HIA has also urged the Government to reduce regulatory burden by moving the National Construction Code to a five-year amendment cycle, providing free access to Australian Standards and cutting cumulative red, white and green tape adding unnecessary cost to new homes.
“The 2026–27 Budget will be a test of whether housing supply is taken seriously. The focus must be on stability, coordination and reforms that increase supply, not measures suppressing it,” concluded Ms Martin.
Over the past few weeks HIA has been advocating strongly on behalf of members on a range of policy and regulatory issues that have significant implications for housing supply, business confidence and the capacity of our industry to deliver the homes Australia needs.

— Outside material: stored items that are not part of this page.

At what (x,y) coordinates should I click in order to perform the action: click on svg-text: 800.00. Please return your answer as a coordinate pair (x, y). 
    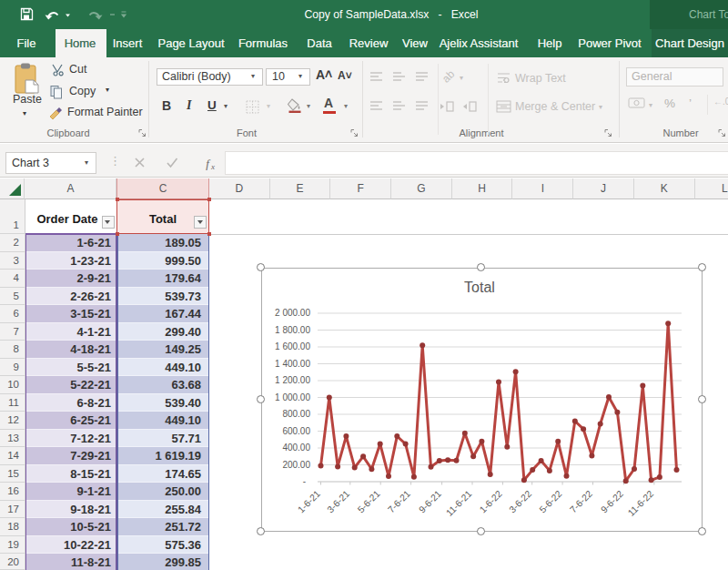
    Looking at the image, I should click on (297, 413).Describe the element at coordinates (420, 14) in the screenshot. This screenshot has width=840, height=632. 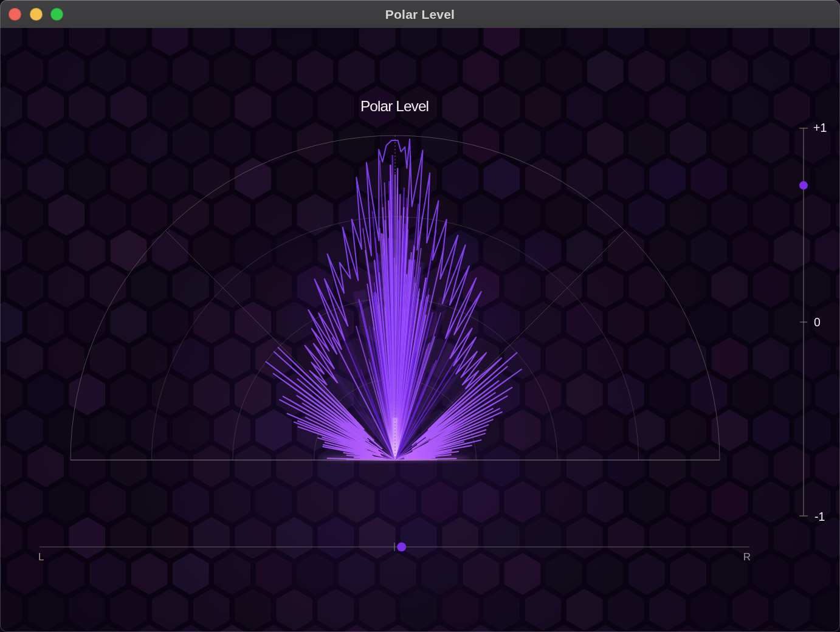
I see `titlebar: Polar Level` at that location.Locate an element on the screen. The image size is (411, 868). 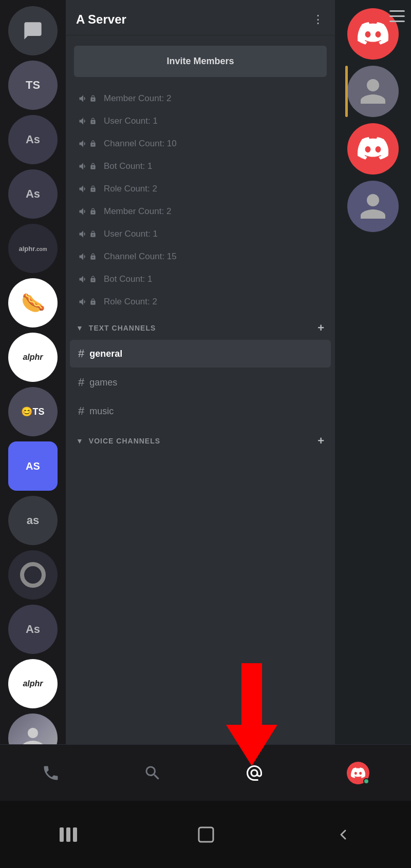
stat-user-count-1: User Count: 1 is located at coordinates (200, 121).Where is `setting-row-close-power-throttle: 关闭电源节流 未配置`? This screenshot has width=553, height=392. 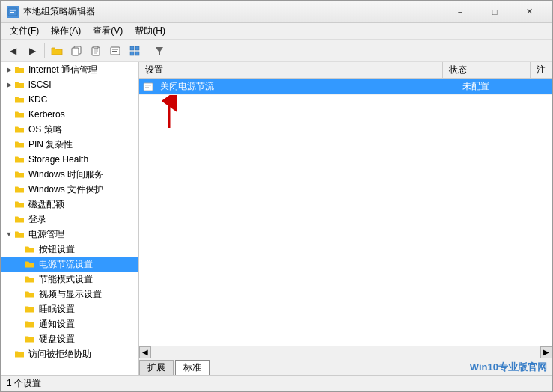 setting-row-close-power-throttle: 关闭电源节流 未配置 is located at coordinates (346, 87). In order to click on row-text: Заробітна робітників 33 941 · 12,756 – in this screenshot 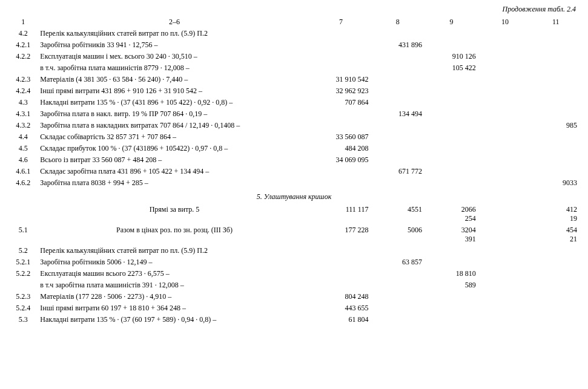, I will do `click(174, 45)`. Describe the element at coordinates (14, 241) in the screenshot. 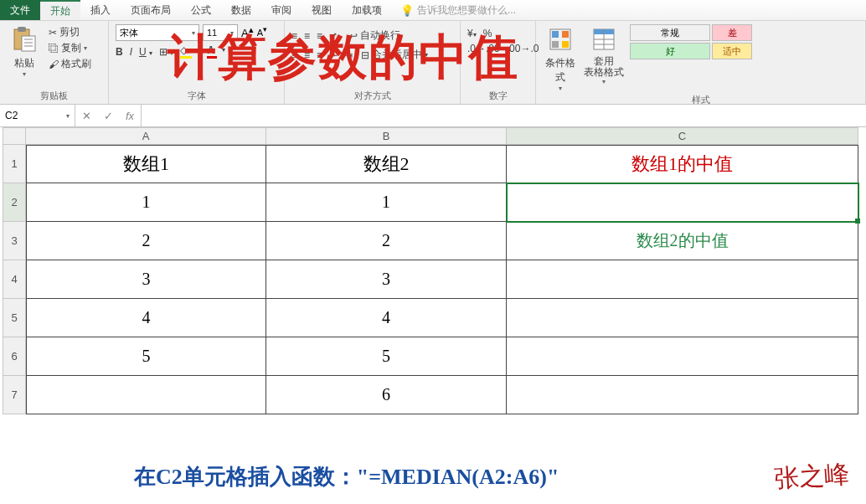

The Housing Industry Association (HIA) has today written to the Tasmanian Government calling for a commitment that state-funded and state-partnered housing work will continue to be awarded on merit, not industrial arrangements, warning new federal procurement rules could shrink the pool of builders able to deliver the homes Tasmania needs.
The Victorian Government continues to push ahead with its Working from Home laws despite the Housing Industry Association’s (HIA) call for it to abandon its proposed legislation, warning the changes would impose additional regulatory pressure on businesses already struggling and kill productivity.
Hobart has been identified as the most restrictive capital city in Australia for planning, according to the Australian Zoning Atlas, which found 97 per cent of the city's residential land is subject to restrictions that limit new housing.